The offenders affected by the proposed changes would be those designated as a "persistent offender," someone convicted of a "most serious offense" who has at least two prior convictions on different occasions for a "most serious offense." Juvenile adjudications and offenses that have "washed out" are not considered. According to recent statistics by the Sentencing Guideline Commission (SGC), the most common categories of current conviction offense is robbery (34 percent) followed by sex offenses (26 percent) and assault (16 percent). Of the 16,554 adult felony offenders sentenced in Fiscal Year 1992, Dr. Fallen of the SGC estimated that 63 of them would have met the definition of "persistent offender." Seeing what the state did with the civil commitment law, the overly broad implementation of such definitions, we can guess that the number of potential victims of this draconian law would be significantly higher.

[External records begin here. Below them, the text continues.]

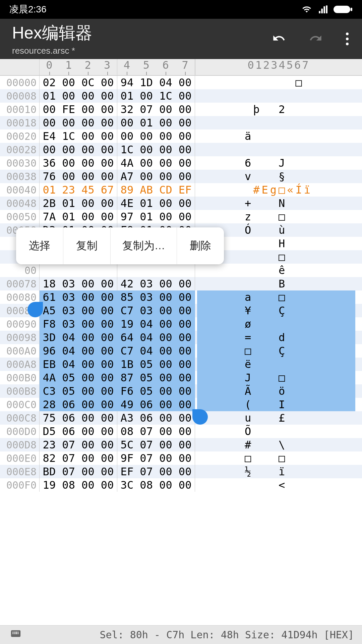  What do you see at coordinates (185, 190) in the screenshot?
I see `hex-byte: EF` at bounding box center [185, 190].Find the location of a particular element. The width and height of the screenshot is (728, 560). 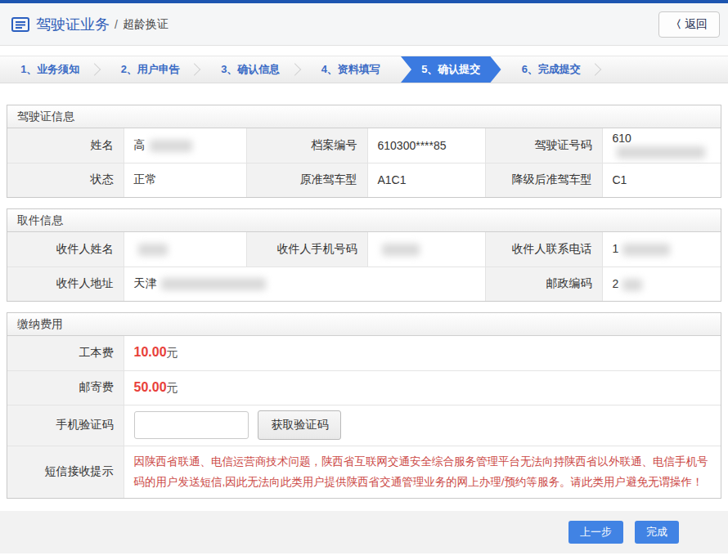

The SGC can't measure the potential impact of mandatory sentences of life imprisonment for alleged persistent offenders because, according to the minutes of a recent meeting, "good recidivism data is needed but does not exist." (This probably is not the time to comment on why an industry, be it a correctional facility or industrial enterprise, does not maintain adequate records on the return or defect rate of the product it processes.) In any case the general feeling of the SCG was that if the initiative was passed into law, the impact on the prison system would not be felt for around seven to nine years. That impact would of course be even more overcrowded prisons.